A watering hole attack is when hackers booby-trap websites that a specific group visits a lot (staff pages, industry forums, local news). When someone from the target group opens the site, hidden code tries to infect their device or steal logins. Instead of chasing people one by one, attackers poison the “water” and wait.
You can get hit just by visiting a site you normally trust. If the malware lands, it can steal passwords, spy on activity, or spread inside a company or school network.
Pick the pond: attackers study what sites a team or community uses.
Compromise the site: break in via a weak plugin, password, or ad slot.
Plant traps: add malicious scripts or ads that target certain browsers/devices.
Infect/steal: visitors get redirected, prompted to install something, or silently exploited.
Trusted site suddenly asks to install a “codec/extension” or run an update.
Browser warnings about unsafe scripts or downloads you didn’t request.
Redirects: you load Site A and briefly bounce through unknown domains.
Multiple people in the same group report odd pop-ups or new toolbars.
Keep your browser, extensions, and OS updated; enable automatic updates.
Use real-time protection in your security software and block risky scripts where possible.
Don’t install extensions or “updates” prompted by random sites; get them from the official store.
If something felt off after visiting a usual site: disconnect from the network, run a full scan, change important passwords from a clean device, and tell your IT/support contact.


**WHAT IS REQUIRED:**
Transcribe the whole listing below without changing a word, but leave out every image.

**STORED DATA:**
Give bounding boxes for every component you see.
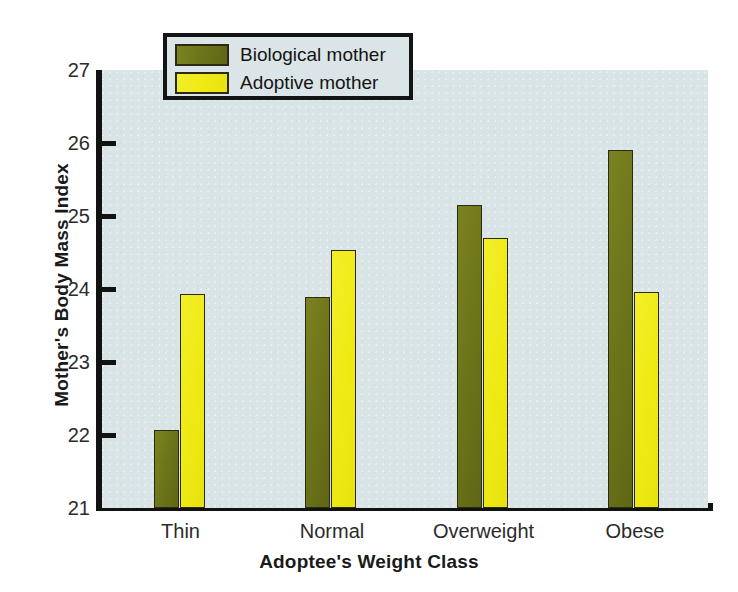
bar-thin-biological bbox=[154, 430, 179, 508]
bar-obese-adoptive bbox=[634, 292, 659, 508]
y-axis-tick-label: 23 bbox=[34, 352, 90, 372]
x-axis-tick-label: Thin bbox=[121, 520, 241, 543]
legend-label-adoptive-mother: Adoptive mother bbox=[240, 72, 378, 94]
x-axis-tick-label: Overweight bbox=[424, 520, 544, 543]
y-axis-tick-label: 27 bbox=[34, 60, 90, 80]
bar-obese-biological bbox=[608, 150, 633, 508]
y-axis-tick-mark bbox=[96, 360, 116, 365]
y-axis-tick-mark bbox=[96, 433, 116, 438]
y-axis-tick-mark bbox=[96, 287, 116, 292]
legend-entry: Biological mother bbox=[175, 41, 403, 69]
x-axis-title: Adoptee's Weight Class bbox=[0, 551, 738, 573]
y-axis-tick-mark bbox=[96, 141, 116, 146]
y-axis-tick-label: 24 bbox=[34, 279, 90, 299]
x-axis-tick-label: Obese bbox=[575, 520, 695, 543]
bar-normal-adoptive bbox=[331, 250, 356, 508]
legend-label-biological-mother: Biological mother bbox=[240, 44, 386, 66]
x-axis-tick-label: Normal bbox=[272, 520, 392, 543]
bar-overweight-biological bbox=[457, 205, 482, 508]
y-axis-tick-mark bbox=[96, 214, 116, 219]
chart-legend: Biological mother Adoptive mother bbox=[163, 33, 413, 100]
y-axis-tick-label: 26 bbox=[34, 133, 90, 153]
y-axis-tick-label: 22 bbox=[34, 425, 90, 445]
y-axis-tick-label: 21 bbox=[34, 498, 90, 518]
legend-swatch-adoptive-mother bbox=[175, 72, 229, 94]
y-axis-tick-labels: 21222324252627 bbox=[34, 0, 90, 592]
bar-normal-biological bbox=[305, 297, 330, 508]
plot-area bbox=[102, 70, 708, 508]
y-axis-tick-label: 25 bbox=[34, 206, 90, 226]
legend-entry: Adoptive mother bbox=[175, 69, 403, 97]
bar-thin-adoptive bbox=[180, 294, 205, 508]
legend-swatch-biological-mother bbox=[175, 44, 229, 66]
bar-overweight-adoptive bbox=[483, 238, 508, 508]
chart-figure: Mother's Body Mass Index 21222324252627 … bbox=[0, 0, 738, 592]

**RESULT FOR THIS EXERCISE:**
Give bounding boxes for every component you see.
bar-thin-biological bbox=[154, 430, 179, 508]
bar-obese-adoptive bbox=[634, 292, 659, 508]
y-axis-tick-label: 23 bbox=[34, 352, 90, 372]
x-axis-tick-label: Thin bbox=[121, 520, 241, 543]
legend-label-adoptive-mother: Adoptive mother bbox=[240, 72, 378, 94]
x-axis-tick-label: Overweight bbox=[424, 520, 544, 543]
y-axis-tick-label: 27 bbox=[34, 60, 90, 80]
bar-obese-biological bbox=[608, 150, 633, 508]
y-axis-tick-mark bbox=[96, 360, 116, 365]
y-axis-tick-mark bbox=[96, 433, 116, 438]
y-axis-tick-mark bbox=[96, 287, 116, 292]
legend-entry: Biological mother bbox=[175, 41, 403, 69]
x-axis-title: Adoptee's Weight Class bbox=[0, 551, 738, 573]
y-axis-tick-mark bbox=[96, 141, 116, 146]
y-axis-tick-label: 24 bbox=[34, 279, 90, 299]
x-axis-tick-label: Obese bbox=[575, 520, 695, 543]
bar-normal-adoptive bbox=[331, 250, 356, 508]
legend-label-biological-mother: Biological mother bbox=[240, 44, 386, 66]
x-axis-tick-label: Normal bbox=[272, 520, 392, 543]
bar-overweight-biological bbox=[457, 205, 482, 508]
y-axis-tick-mark bbox=[96, 214, 116, 219]
chart-legend: Biological mother Adoptive mother bbox=[163, 33, 413, 100]
y-axis-tick-label: 26 bbox=[34, 133, 90, 153]
y-axis-tick-label: 22 bbox=[34, 425, 90, 445]
y-axis-tick-label: 21 bbox=[34, 498, 90, 518]
legend-swatch-adoptive-mother bbox=[175, 72, 229, 94]
y-axis-tick-labels: 21222324252627 bbox=[34, 0, 90, 592]
bar-normal-biological bbox=[305, 297, 330, 508]
plot-area bbox=[102, 70, 708, 508]
y-axis-tick-label: 25 bbox=[34, 206, 90, 226]
legend-entry: Adoptive mother bbox=[175, 69, 403, 97]
bar-thin-adoptive bbox=[180, 294, 205, 508]
legend-swatch-biological-mother bbox=[175, 44, 229, 66]
bar-overweight-adoptive bbox=[483, 238, 508, 508]
chart-figure: Mother's Body Mass Index 21222324252627 … bbox=[0, 0, 738, 592]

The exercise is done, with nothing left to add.